[WHAT TO DO]
Below are some records; return each one exactly.

--- --- ---

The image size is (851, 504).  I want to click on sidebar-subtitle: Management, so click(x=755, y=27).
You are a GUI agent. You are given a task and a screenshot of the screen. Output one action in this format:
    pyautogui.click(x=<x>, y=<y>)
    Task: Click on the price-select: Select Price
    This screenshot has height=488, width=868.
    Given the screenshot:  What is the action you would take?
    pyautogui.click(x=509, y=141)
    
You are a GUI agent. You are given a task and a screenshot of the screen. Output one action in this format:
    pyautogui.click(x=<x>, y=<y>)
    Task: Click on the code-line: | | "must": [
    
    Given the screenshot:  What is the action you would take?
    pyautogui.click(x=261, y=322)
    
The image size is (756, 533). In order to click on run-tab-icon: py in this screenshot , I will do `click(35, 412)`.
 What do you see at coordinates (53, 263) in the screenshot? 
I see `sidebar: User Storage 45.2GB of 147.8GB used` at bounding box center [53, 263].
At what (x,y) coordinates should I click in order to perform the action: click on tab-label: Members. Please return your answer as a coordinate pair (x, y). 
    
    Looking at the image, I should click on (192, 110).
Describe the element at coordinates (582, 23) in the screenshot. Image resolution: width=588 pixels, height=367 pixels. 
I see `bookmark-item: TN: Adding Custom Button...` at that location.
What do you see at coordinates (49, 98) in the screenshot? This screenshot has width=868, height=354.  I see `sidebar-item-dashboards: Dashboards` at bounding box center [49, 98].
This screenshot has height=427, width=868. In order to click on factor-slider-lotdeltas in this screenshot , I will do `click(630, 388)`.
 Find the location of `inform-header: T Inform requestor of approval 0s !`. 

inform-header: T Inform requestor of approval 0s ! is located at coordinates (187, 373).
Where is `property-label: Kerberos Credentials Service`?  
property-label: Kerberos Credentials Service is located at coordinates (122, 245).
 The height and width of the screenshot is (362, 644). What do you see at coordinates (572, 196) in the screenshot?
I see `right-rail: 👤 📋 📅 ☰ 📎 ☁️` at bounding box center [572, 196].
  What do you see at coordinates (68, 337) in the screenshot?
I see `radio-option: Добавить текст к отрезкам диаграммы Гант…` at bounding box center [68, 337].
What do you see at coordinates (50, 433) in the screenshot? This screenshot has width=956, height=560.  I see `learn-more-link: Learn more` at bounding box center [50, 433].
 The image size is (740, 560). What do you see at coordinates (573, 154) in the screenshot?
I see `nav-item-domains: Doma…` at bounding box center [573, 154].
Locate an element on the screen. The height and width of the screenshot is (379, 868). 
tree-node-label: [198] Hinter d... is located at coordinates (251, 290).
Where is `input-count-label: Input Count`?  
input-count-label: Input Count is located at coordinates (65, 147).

--- --- ---

[EXERCISE RESULT]
The image size is (851, 504).  I want to click on sidebar-subtitle: Management, so click(x=755, y=27).
You are a GUI agent. You are given a task and a screenshot of the screen. Output one action in this format:
    pyautogui.click(x=<x>, y=<y>)
    Task: Click on the price-select: Select Price
    This screenshot has height=488, width=868.
    Given the screenshot:  What is the action you would take?
    pyautogui.click(x=509, y=141)
    
You are a GUI agent. You are given a task and a screenshot of the screen. Output one action in this format:
    pyautogui.click(x=<x>, y=<y>)
    Task: Click on the code-line: | | "must": [
    
    Given the screenshot:  What is the action you would take?
    pyautogui.click(x=261, y=322)
    
The image size is (756, 533). In order to click on run-tab-icon: py in this screenshot , I will do `click(35, 412)`.
 What do you see at coordinates (53, 263) in the screenshot? 
I see `sidebar: User Storage 45.2GB of 147.8GB used` at bounding box center [53, 263].
At what (x,y) coordinates should I click in order to perform the action: click on tab-label: Members. Please return your answer as a coordinate pair (x, y). 
    
    Looking at the image, I should click on (192, 110).
Describe the element at coordinates (582, 23) in the screenshot. Image resolution: width=588 pixels, height=367 pixels. 
I see `bookmark-item: TN: Adding Custom Button...` at that location.
What do you see at coordinates (49, 98) in the screenshot? This screenshot has width=868, height=354.  I see `sidebar-item-dashboards: Dashboards` at bounding box center [49, 98].
This screenshot has height=427, width=868. In order to click on factor-slider-lotdeltas in this screenshot , I will do `click(630, 388)`.
 Find the location of `inform-header: T Inform requestor of approval 0s !`. 

inform-header: T Inform requestor of approval 0s ! is located at coordinates (187, 373).
Where is `property-label: Kerberos Credentials Service`?  
property-label: Kerberos Credentials Service is located at coordinates (122, 245).
 The height and width of the screenshot is (362, 644). What do you see at coordinates (572, 196) in the screenshot?
I see `right-rail: 👤 📋 📅 ☰ 📎 ☁️` at bounding box center [572, 196].
  What do you see at coordinates (68, 337) in the screenshot?
I see `radio-option: Добавить текст к отрезкам диаграммы Гант…` at bounding box center [68, 337].
What do you see at coordinates (50, 433) in the screenshot? This screenshot has width=956, height=560.  I see `learn-more-link: Learn more` at bounding box center [50, 433].
 The image size is (740, 560). What do you see at coordinates (573, 154) in the screenshot?
I see `nav-item-domains: Doma…` at bounding box center [573, 154].
Locate an element on the screen. The height and width of the screenshot is (379, 868). 
tree-node-label: [198] Hinter d... is located at coordinates (251, 290).
Where is `input-count-label: Input Count`?  
input-count-label: Input Count is located at coordinates (65, 147).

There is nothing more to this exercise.